Bill Cara

Valuations Don’t Matter, But If They Did…

Many very intelligent and successful investors have been dead wrong about the U.S. equity market rally for the last couple of years. The list of bearish billionaire investors continues to grow. Recall that these “smart money” investors turned fully bearish over the summer of 2016! The main argument of these successful investors is that stocks are overvalued by traditional valuation metrics. And their analysis would be correct…in normal times.

How wrong have value-oriented investors relying on past standards been? Well, we updated our valuation indicators for the U.S. market which demonstrate how useless traditional valuation measures currently are.

First, we show our price/earnings measure using EBITDA earnings instead of bottom-line earnings, which are of course much more manipulated by management. Using trailing 12-month EBITDA earnings, we see the S&P 500 is trading at 11.3x, just like in March 2000. Using optimistic forward earnings projections, our P/E measure falls to 10.2x, which is still 20% above the prior bull-market peak.

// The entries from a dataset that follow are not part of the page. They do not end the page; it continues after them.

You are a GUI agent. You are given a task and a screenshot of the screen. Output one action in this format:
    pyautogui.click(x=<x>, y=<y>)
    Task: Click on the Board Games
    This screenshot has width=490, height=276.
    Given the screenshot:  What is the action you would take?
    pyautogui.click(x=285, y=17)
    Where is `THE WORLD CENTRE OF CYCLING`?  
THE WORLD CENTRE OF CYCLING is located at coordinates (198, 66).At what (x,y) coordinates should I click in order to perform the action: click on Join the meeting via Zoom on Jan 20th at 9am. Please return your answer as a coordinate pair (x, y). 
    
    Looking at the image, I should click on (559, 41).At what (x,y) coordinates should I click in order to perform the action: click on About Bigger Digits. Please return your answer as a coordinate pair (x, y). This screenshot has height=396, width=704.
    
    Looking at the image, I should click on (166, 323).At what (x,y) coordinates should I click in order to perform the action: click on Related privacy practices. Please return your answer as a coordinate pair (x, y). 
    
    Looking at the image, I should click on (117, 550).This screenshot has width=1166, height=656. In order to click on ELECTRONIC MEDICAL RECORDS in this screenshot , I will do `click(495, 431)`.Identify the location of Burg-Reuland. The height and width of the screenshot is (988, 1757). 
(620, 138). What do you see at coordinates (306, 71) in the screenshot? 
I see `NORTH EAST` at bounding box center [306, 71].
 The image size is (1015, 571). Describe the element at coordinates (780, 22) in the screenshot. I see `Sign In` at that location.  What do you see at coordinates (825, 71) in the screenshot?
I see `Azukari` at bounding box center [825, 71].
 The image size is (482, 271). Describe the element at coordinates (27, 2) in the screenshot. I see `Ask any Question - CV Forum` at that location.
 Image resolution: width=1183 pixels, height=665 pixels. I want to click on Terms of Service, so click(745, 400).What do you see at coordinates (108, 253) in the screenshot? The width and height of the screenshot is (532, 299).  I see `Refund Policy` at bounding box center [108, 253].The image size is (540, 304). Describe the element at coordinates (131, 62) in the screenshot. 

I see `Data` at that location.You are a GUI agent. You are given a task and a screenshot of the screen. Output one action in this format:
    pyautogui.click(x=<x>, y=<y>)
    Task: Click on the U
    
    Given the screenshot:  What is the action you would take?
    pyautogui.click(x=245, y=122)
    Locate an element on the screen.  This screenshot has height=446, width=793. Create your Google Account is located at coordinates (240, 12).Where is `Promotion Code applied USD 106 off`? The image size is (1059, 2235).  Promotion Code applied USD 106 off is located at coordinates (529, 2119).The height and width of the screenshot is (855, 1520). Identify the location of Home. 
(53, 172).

Next, S&P 500 operating earnings have completely decorrelated from the S&P 500 index price.


And the size of the U.S. stock market relative to the size of the U.S. economy well exceeds peaks seen at prior bull-market highs.

The much publicized cyclically-adjusted Shiller P/E (below) now at 31.5x has broken above the Black Tueday peak from 1929. An investor playing this bull market would need a healthy dose of optimism to expect the Shiller P/E to come close to the Tech Bubble valuation record of 44.5x.

Of course those who are cheering on the rally can cite many reasons why standard valuation measures no longer work and why “this time it’s different”.

First, exceptionally low interest rates “justify” higher stock valuations. Most readers know that over the course of an economic expansion, it is the role of central banks to gradually “take away the punch bowl” to prevent the economy from overheating and inflation from getting out of control. In this economic cycle, characterized by below-trend (3% annual) GDP growth, central bankers have not seen an inflation risk. Ergo, there has been no need to take away the punch bowl. To prevent this Commentary from morphing into a treatise on central bank policy errours, we’ll just say that the central banksters (either deliberately or involuntarily) have not wanted to see the inflation in the world today. For example, the Fed’s focus on the PCE (personal consumption expenditures) measure as a gauge of inflation has allowed the central bank to maintain its “lower for longer” policy. How the central bank can inject trillions of dollars into the economy, then assume that this is not inflationary, is beyond us. Maybe we are pessimistic, but is seeing run-away inflation in financial asset prices really that much healthier than if the inflation manifested itself in the PCE ?

The second reason is the “cash on the sidelines” argument. The “too much cash on the sidelines” argument for buying dips can’t be valid forever. And last time we checked, the Fed message was that of tightening monetary conditions through rate hikes and balance sheet reduction. Yes, rates are inappropriately low for this stage of the cycle. But at the same time, aggregate world money printing (Fed, + ECB + BoJ) is slowing.

Our conclusion is that valuations indeed do not matter…in the short-run. This makes investing much more a crap shoot today, as thoughtful analysis has much less to rely on. What matters today is momentum: buying begets buying. As long as the trend is up, price dips will pop higher right away. This is not a profound insight, but it is the reality. One thing that we know for sure is that professional traders who are still buying equity know exactly at what price they’ll be getting out. The foreseeable result is that when momentum does turn down, passive investors will be confronted with a decision to exit their positions at levels much lower than today…after the savvy investors are in cash (or in short positions). But this is the implicit game that all investors who remain in equities are playing. Those who espouse to be “long-term investors” will inevitably change their tune when portfolio gains turn into portfolio losses. The question once remains: when will valuations matter again?